🧬 RLS risks: family history, older age, female sex
🧬 RLS risks: family history, older age, female sex
Restless legs syndrome (RLS) affects ~3% of U.S. adults to a clinically significant extent, and risk is higher with family history, older age (10% prevalence in adults ≥65), and female sex (2:1 vs male). This clinical review notes RLS is also associated with elevated cardiovascular disease rates (29.6% with coronary artery disease, stroke, or heart failure) and is diagnosed clinically—polysomnography isn’t recommended.
Why It Matters To Your Practice
RLS commonly disrupts sleep (sleep onset and maintenance insomnia), impairing quality of life and functioning.
High comorbidity burden is common (e.g., depression 30.4%; cardiovascular disease 29.6%), so screening can uncover broader risk—including heart disease.
RLS is prevalent in several high-risk groups you may routinely see: pregnancy (22%, especially 3rd trimester), end-stage kidney disease (24%), iron deficiency anemia (23.9%), peripheral neuropathy (21.5%), Parkinson disease (20%), and multiple sclerosis (27.5%).
Clinical Benefits
Diagnosis is history-based (urge to move, worse at rest, relief with movement, evening/night predominance), helping avoid unnecessary sleep testing.
Addressing reversible drivers can reduce symptoms quickly: stop/replace triggering meds and correct low-normal iron indices.
If pharmacotherapy is needed, gabapentinoids are first-line; randomized trials show ~70% “much/very much improved” vs ~40% with placebo.
Managing Risks
Check iron indices and treat when ferritin ≤100 ng/mL or transferrin saturation <20%: oral ferrous sulfate 325–650 mg daily or every other day, or IV iron 1000 mg when indicated.
Review and deprescribe/avoid common exacerbators when possible: serotonergic antidepressants, dopamine antagonists, and centrally acting H1 antihistamines (e.g., diphenhydramine).
Assess comorbid conditions and contributors that raise RLS likelihood and symptom burden (kidney disease, neuropathy/diabetes, pregnancy, neurologic disease), and coordinate care accordingly.
The Bottom Line
Think RLS in patients with insomnia plus an evening-predominant urge to move—especially with family history, older age, or female sex.
Diagnose clinically (no routine polysomnography), correct iron deficiency/low-normal stores, remove offending meds, and use gabapentinoids first-line when medication is warranted.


DIRECTIONS FOR THIS TASK
Search the data for "figure" and copy every matching line.

Records contained in a dataset
◆ ◆ ◆
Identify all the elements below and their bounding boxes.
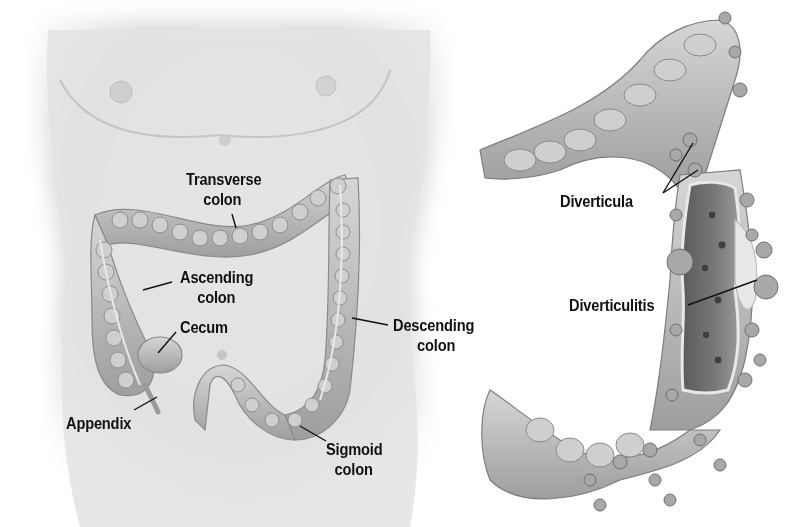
label-line: Transverse xyxy=(186,170,262,190)
label-diverticulitis: Diverticulitis xyxy=(569,296,654,316)
label-ascending-colon: Ascending colon xyxy=(180,268,253,308)
label-line: Diverticula xyxy=(560,192,633,212)
label-line: Appendix xyxy=(66,414,131,434)
label-cecum: Cecum xyxy=(180,318,228,338)
label-transverse-colon: Transverse colon xyxy=(186,170,262,210)
label-line: colon xyxy=(393,336,474,356)
colon-right xyxy=(480,12,778,511)
label-descending-colon: Descending colon xyxy=(393,316,474,356)
label-appendix: Appendix xyxy=(66,414,131,434)
label-line: Sigmoid xyxy=(326,440,382,460)
label-line: colon xyxy=(326,460,382,480)
label-line: Descending xyxy=(393,316,474,336)
illustration xyxy=(0,0,811,527)
label-line: colon xyxy=(186,190,262,210)
label-sigmoid-colon: Sigmoid colon xyxy=(326,440,382,480)
colon-anatomy-figure: Transverse colon Ascending colon Cecum A… xyxy=(0,0,811,527)
label-line: colon xyxy=(180,288,253,308)
label-diverticula: Diverticula xyxy=(560,192,633,212)
label-line: Cecum xyxy=(180,318,228,338)
label-line: Diverticulitis xyxy=(569,296,654,316)
label-line: Ascending xyxy=(180,268,253,288)
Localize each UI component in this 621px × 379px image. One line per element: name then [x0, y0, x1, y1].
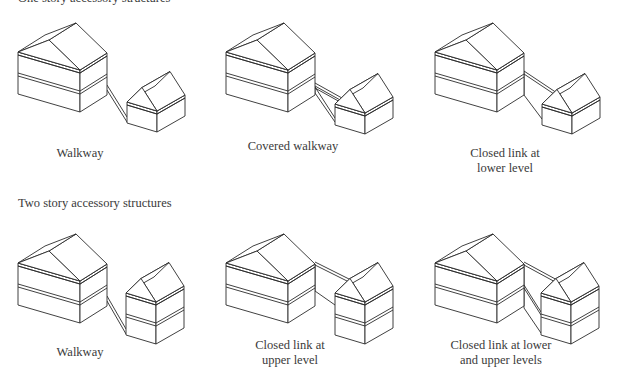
panel-walkway [18, 234, 184, 344]
panel-covered-walkway [226, 23, 393, 134]
panel-caption: Walkway [57, 146, 104, 161]
accessory-structure [541, 263, 599, 345]
panel-caption: Closed link atupper level [255, 338, 324, 368]
caption-line: upper level [255, 353, 324, 368]
main-house [226, 23, 315, 112]
caption-line: and upper levels [450, 353, 551, 368]
panel-closed-upper [226, 234, 393, 344]
caption-line: Walkway [57, 146, 104, 161]
accessory-structure [335, 263, 393, 345]
panel-walkway [18, 23, 185, 132]
accessory-structure [335, 74, 393, 135]
panel-caption: Covered walkway [248, 139, 339, 154]
caption-line: Walkway [57, 345, 104, 360]
link-walkway [107, 85, 127, 122]
accessory-structure [126, 263, 184, 345]
panel-caption: Walkway [57, 345, 104, 360]
panel-caption: Closed link atlower level [470, 146, 539, 176]
link-walkway [107, 296, 126, 334]
accessory-structure [542, 74, 600, 135]
main-house [18, 234, 107, 323]
caption-line: Closed link at [470, 146, 539, 161]
section-heading: One story accessory structures [18, 0, 170, 6]
caption-line: Covered walkway [248, 139, 339, 154]
main-house [18, 23, 107, 112]
accessory-structure [127, 72, 185, 133]
panel-caption: Closed link at lowerand upper levels [450, 338, 551, 368]
panel-closed-lower [435, 23, 600, 134]
accessory-structures-diagram [0, 0, 621, 379]
section-heading: Two story accessory structures [18, 196, 172, 211]
caption-line: lower level [470, 161, 539, 176]
caption-line: Closed link at [255, 338, 324, 353]
panel-closed-both [435, 234, 599, 344]
caption-line: Closed link at lower [450, 338, 551, 353]
main-house [435, 23, 524, 112]
main-house [435, 234, 524, 323]
main-house [226, 234, 315, 323]
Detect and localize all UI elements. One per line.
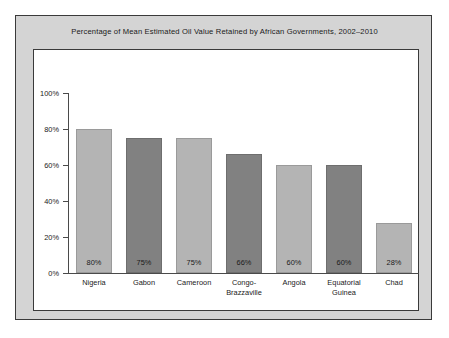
y-tick-80 — [63, 129, 69, 130]
plot-area: 0%20%40%60%80%100% 80%75%75%66%60%60%28%… — [33, 49, 419, 311]
bar-congo-brazzaville: 66% — [226, 154, 262, 273]
y-tick-label: 60% — [33, 161, 59, 170]
bar-cameroon: 75% — [176, 138, 212, 273]
x-label-line: Brazzaville — [219, 288, 269, 298]
y-tick-0 — [63, 273, 69, 274]
bar-value-label: 75% — [127, 258, 161, 267]
x-label-chad: Chad — [369, 278, 419, 288]
x-label-angola: Angola — [269, 278, 319, 288]
x-label-line: Equatorial — [319, 278, 369, 288]
y-axis-line — [68, 93, 69, 274]
bar-angola: 60% — [276, 165, 312, 273]
y-tick-60 — [63, 165, 69, 166]
x-label-gabon: Gabon — [119, 278, 169, 288]
y-tick-20 — [63, 237, 69, 238]
y-tick-100 — [63, 93, 69, 94]
y-tick-label: 0% — [33, 269, 59, 278]
bar-gabon: 75% — [126, 138, 162, 273]
chart-title: Percentage of Mean Estimated Oil Value R… — [16, 27, 433, 36]
x-label-cameroon: Cameroon — [169, 278, 219, 288]
chart-panel: Percentage of Mean Estimated Oil Value R… — [15, 15, 432, 320]
bar-value-label: 66% — [227, 258, 261, 267]
chart-figure: Percentage of Mean Estimated Oil Value R… — [0, 0, 449, 338]
x-label-line: Congo- — [219, 278, 269, 288]
bar-value-label: 28% — [377, 258, 411, 267]
bar-nigeria: 80% — [76, 129, 112, 273]
x-label-line: Angola — [269, 278, 319, 288]
y-tick-40 — [63, 201, 69, 202]
bar-value-label: 80% — [77, 258, 111, 267]
x-label-line: Gabon — [119, 278, 169, 288]
y-tick-label: 80% — [33, 125, 59, 134]
bar-equatorial-guinea: 60% — [326, 165, 362, 273]
bar-value-label: 60% — [327, 258, 361, 267]
x-label-line: Cameroon — [169, 278, 219, 288]
y-tick-label: 20% — [33, 233, 59, 242]
x-label-line: Nigeria — [69, 278, 119, 288]
bar-value-label: 60% — [277, 258, 311, 267]
x-label-congo-brazzaville: Congo-Brazzaville — [219, 278, 269, 297]
x-label-line: Guinea — [319, 288, 369, 298]
x-axis-line — [68, 273, 419, 274]
x-label-equatorial-guinea: EquatorialGuinea — [319, 278, 369, 297]
bar-value-label: 75% — [177, 258, 211, 267]
bar-chad: 28% — [376, 223, 412, 273]
x-label-line: Chad — [369, 278, 419, 288]
x-label-nigeria: Nigeria — [69, 278, 119, 288]
y-tick-label: 100% — [33, 89, 59, 98]
y-tick-label: 40% — [33, 197, 59, 206]
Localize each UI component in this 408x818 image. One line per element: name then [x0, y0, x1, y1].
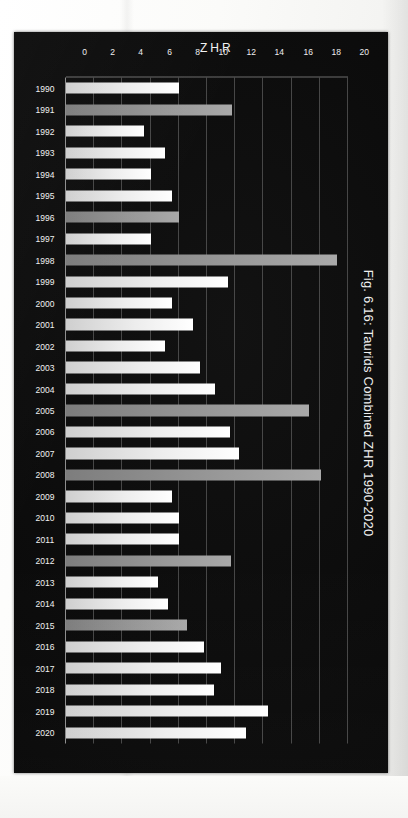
bar-2014[interactable] [66, 598, 168, 609]
category-label-2004: 2004 [31, 384, 59, 394]
category-label-2006: 2006 [31, 426, 59, 436]
bar-2009[interactable] [66, 490, 172, 501]
category-label-2000: 2000 [31, 298, 59, 308]
page-bottom-margin [0, 776, 408, 818]
category-label-1994: 1994 [31, 169, 59, 179]
value-axis-tick-0: 0 [67, 46, 87, 56]
bar-2015[interactable] [66, 619, 187, 630]
bar-1997[interactable] [66, 233, 151, 244]
category-label-2009: 2009 [31, 491, 59, 501]
bar-1996[interactable] [66, 211, 179, 222]
category-label-1991: 1991 [31, 104, 59, 114]
category-label-2005: 2005 [31, 405, 59, 415]
bar-2013[interactable] [66, 576, 158, 587]
category-label-2013: 2013 [31, 577, 59, 587]
bar-1999[interactable] [66, 276, 228, 287]
category-label-1990: 1990 [31, 83, 59, 93]
figure-plate: Fig. 6.16: Taurids Combined ZHR 1990-202… [14, 32, 388, 773]
bar-chart-figure: Fig. 6.16: Taurids Combined ZHR 1990-202… [14, 32, 388, 773]
bar-2011[interactable] [66, 533, 179, 544]
bar-2000[interactable] [66, 297, 172, 308]
category-label-2011: 2011 [31, 534, 59, 544]
bar-1990[interactable] [66, 82, 179, 93]
value-axis-tick-18: 18 [321, 46, 341, 56]
value-axis-tick-8: 8 [180, 46, 200, 56]
bar-2004[interactable] [66, 383, 215, 394]
category-label-1992: 1992 [31, 126, 59, 136]
category-label-2016: 2016 [31, 641, 59, 651]
bar-2008[interactable] [66, 469, 321, 480]
category-label-1999: 1999 [31, 276, 59, 286]
value-axis-title: ZHR [200, 40, 218, 54]
category-label-2014: 2014 [31, 598, 59, 608]
category-label-2003: 2003 [31, 362, 59, 372]
bar-2002[interactable] [66, 340, 165, 351]
bar-2007[interactable] [66, 447, 239, 458]
category-label-1997: 1997 [31, 233, 59, 243]
bar-2017[interactable] [66, 662, 221, 673]
value-axis-tick-14: 14 [264, 46, 284, 56]
category-label-1993: 1993 [31, 147, 59, 157]
bar-2001[interactable] [66, 318, 193, 329]
plot-area: 0246810121416182019901991199219931994199… [66, 76, 348, 743]
bar-1992[interactable] [66, 125, 144, 136]
bar-2006[interactable] [66, 426, 230, 437]
category-label-2018: 2018 [31, 684, 59, 694]
value-axis-tick-12: 12 [236, 46, 256, 56]
category-label-2010: 2010 [31, 512, 59, 522]
bar-2003[interactable] [66, 361, 200, 372]
bar-2018[interactable] [66, 684, 214, 695]
category-label-2001: 2001 [31, 319, 59, 329]
bar-1991[interactable] [66, 104, 232, 115]
category-label-1995: 1995 [31, 190, 59, 200]
bar-2012[interactable] [66, 555, 231, 566]
category-label-2017: 2017 [31, 663, 59, 673]
category-label-2020: 2020 [31, 727, 59, 737]
category-label-2012: 2012 [31, 555, 59, 565]
bar-2010[interactable] [66, 512, 179, 523]
value-axis-tick-2: 2 [95, 46, 115, 56]
bar-1993[interactable] [66, 147, 165, 158]
bar-1995[interactable] [66, 190, 172, 201]
gridline-18 [319, 77, 320, 743]
category-label-1998: 1998 [31, 255, 59, 265]
gridline-20 [347, 77, 348, 743]
category-label-2008: 2008 [31, 469, 59, 479]
value-axis-tick-4: 4 [123, 46, 143, 56]
value-axis-tick-20: 20 [349, 46, 369, 56]
bar-2020[interactable] [66, 727, 246, 738]
category-label-2007: 2007 [31, 448, 59, 458]
category-label-2002: 2002 [31, 341, 59, 351]
bar-1994[interactable] [66, 168, 151, 179]
bar-2005[interactable] [66, 404, 309, 415]
figure-title: Fig. 6.16: Taurids Combined ZHR 1990-202… [361, 32, 376, 773]
bar-2016[interactable] [66, 641, 204, 652]
bar-2019[interactable] [66, 705, 268, 716]
value-axis-tick-6: 6 [152, 46, 172, 56]
category-label-1996: 1996 [31, 212, 59, 222]
category-label-2015: 2015 [31, 620, 59, 630]
category-label-2019: 2019 [31, 706, 59, 716]
bar-1998[interactable] [66, 254, 337, 265]
value-axis-tick-16: 16 [293, 46, 313, 56]
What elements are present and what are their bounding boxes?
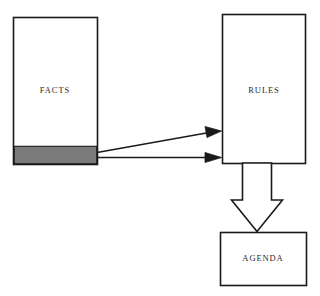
block-arrow-down-icon (232, 163, 283, 232)
connector-facts-to-rules-lower (97, 153, 222, 163)
connector-rules-to-agenda (232, 163, 283, 232)
node-facts[interactable]: FACTS (14, 18, 98, 165)
arrow-shaft (97, 132, 212, 153)
rules-label: RULES (248, 85, 279, 95)
diagram-canvas: FACTS RULES AGENDA (0, 0, 320, 296)
matched-facts-band (14, 146, 96, 163)
facts-label: FACTS (40, 85, 70, 95)
diagram-svg: FACTS RULES AGENDA (0, 0, 320, 296)
node-agenda[interactable]: AGENDA (221, 233, 307, 286)
agenda-label: AGENDA (242, 253, 283, 263)
node-rules[interactable]: RULES (223, 15, 306, 164)
connector-facts-to-rules-upper (97, 127, 222, 153)
arrowhead-icon (205, 153, 222, 163)
arrowhead-icon (205, 127, 222, 138)
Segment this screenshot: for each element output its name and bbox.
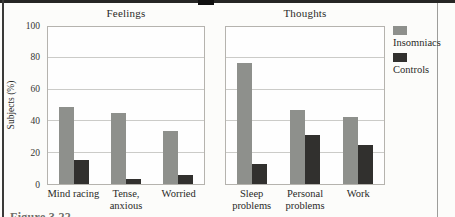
- chart-panel-feelings: [47, 26, 205, 185]
- x-category-label: Tense, anxious: [100, 188, 153, 212]
- insomniacs-swatch-icon: [393, 26, 407, 35]
- scan-edge-top: [0, 0, 455, 3]
- x-category-label: Worried: [152, 188, 205, 212]
- x-axis-labels-thoughts: Sleep problemsPersonal problemsWork: [225, 188, 385, 212]
- y-tick-label: 0: [35, 180, 40, 190]
- scan-edge-top-blob: [198, 0, 214, 5]
- bar-controls: [252, 164, 267, 184]
- y-tick-label: 40: [31, 117, 41, 127]
- bar-group: [290, 27, 320, 184]
- bar-group: [111, 27, 141, 184]
- legend-entry-controls: Controls: [393, 53, 441, 76]
- y-tick-label: 20: [31, 148, 41, 158]
- y-tick-label: 80: [31, 53, 41, 63]
- x-category-label: Personal problems: [278, 188, 331, 212]
- controls-swatch-icon: [393, 53, 407, 62]
- bar-insomniacs: [343, 117, 358, 185]
- bar-group: [343, 27, 373, 184]
- scan-edge-left: [2, 0, 4, 217]
- legend-entry-insomniacs: Insomniacs: [393, 26, 441, 49]
- x-category-label: Mind racing: [47, 188, 100, 212]
- bar-controls: [126, 179, 141, 184]
- panel-title-thoughts: Thoughts: [225, 7, 385, 19]
- y-axis-ticks: 020406080100: [12, 26, 40, 185]
- figure-caption-fragment: Figure 3.22: [10, 210, 71, 217]
- y-tick-label: 100: [26, 21, 40, 31]
- y-tick-label: 60: [31, 85, 41, 95]
- bar-controls: [305, 135, 320, 184]
- x-category-label: Work: [332, 188, 385, 212]
- bar-group: [59, 27, 89, 184]
- bar-insomniacs: [111, 113, 126, 184]
- bar-insomniacs: [163, 131, 178, 184]
- legend-label-insomniacs: Insomniacs: [393, 37, 441, 49]
- bar-group: [163, 27, 193, 184]
- panel-title-feelings: Feelings: [47, 7, 205, 19]
- bar-insomniacs: [59, 107, 74, 184]
- x-axis-labels-feelings: Mind racingTense, anxiousWorried: [47, 188, 205, 212]
- bar-group: [237, 27, 267, 184]
- x-category-label: Sleep problems: [225, 188, 278, 212]
- bar-controls: [358, 145, 373, 184]
- bar-insomniacs: [290, 110, 305, 184]
- chart-legend: Insomniacs Controls: [393, 26, 441, 79]
- bar-insomniacs: [237, 63, 252, 184]
- chart-panel-thoughts: [225, 26, 385, 185]
- bar-controls: [178, 175, 193, 184]
- legend-label-controls: Controls: [393, 64, 441, 76]
- bar-controls: [74, 160, 89, 184]
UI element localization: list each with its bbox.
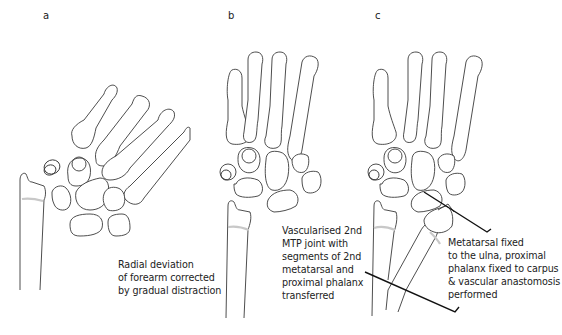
graft-growth-plate: [430, 232, 440, 244]
metacarpal-2: [243, 52, 262, 143]
forearm-bone: [226, 201, 251, 318]
growth-plate: [374, 227, 395, 230]
triquetrum: [52, 186, 71, 210]
metacarpal-3: [425, 52, 447, 148]
metacarpal-4: [452, 56, 482, 161]
scaphoid: [267, 190, 298, 212]
trapezoid: [292, 154, 309, 173]
hamate: [384, 147, 406, 172]
triquetrum: [234, 178, 263, 197]
metacarpal-4: [288, 56, 318, 161]
metacarpal-3: [265, 52, 287, 148]
hamate: [238, 147, 260, 172]
forearm-bone: [20, 173, 46, 290]
metacarpal-1: [372, 69, 396, 144]
trapezoid: [438, 154, 455, 173]
capitate: [265, 151, 288, 190]
scaphoid: [108, 214, 130, 236]
leader-line-lower: [365, 272, 459, 312]
metacarpal-2: [403, 52, 422, 143]
growth-plate: [22, 199, 43, 201]
panel-b-caption: Vascularised 2nd MTP joint with segments…: [282, 224, 363, 302]
capitate: [411, 151, 434, 190]
panel-c-caption: Metatarsal fixed to the ulna, proximal p…: [448, 236, 560, 301]
panel-a-caption: Radial deviation of forearm corrected by…: [118, 258, 221, 297]
trapezium: [446, 173, 465, 195]
lunate: [70, 214, 103, 236]
growth-plate: [228, 227, 249, 230]
trapezium: [302, 171, 321, 193]
triquetrum: [380, 178, 409, 197]
trapezoid: [103, 187, 125, 211]
forearm-bone: [372, 201, 397, 316]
◆ ◆ ◆
EXERCISE RESULT
colon-anatomy-figure: Transverse colon Ascending colon Cecum A… xyxy=(0,0,811,527)
chart-figure: Percentage of Mean Estimated Oil Value R… — [0, 0, 449, 338]
figure-plate: Fig. 6.16: Taurids Combined ZHR 1990-202… [14, 32, 388, 773]
bar-chart-figure: Fig. 6.16: Taurids Combined ZHR 1990-202… [14, 32, 388, 773]
figure-title: Fig. 6.16: Taurids Combined ZHR 1990-202… [361, 32, 376, 773]
- figure-caption-fragment: Figure 3.22: [10, 210, 71, 217]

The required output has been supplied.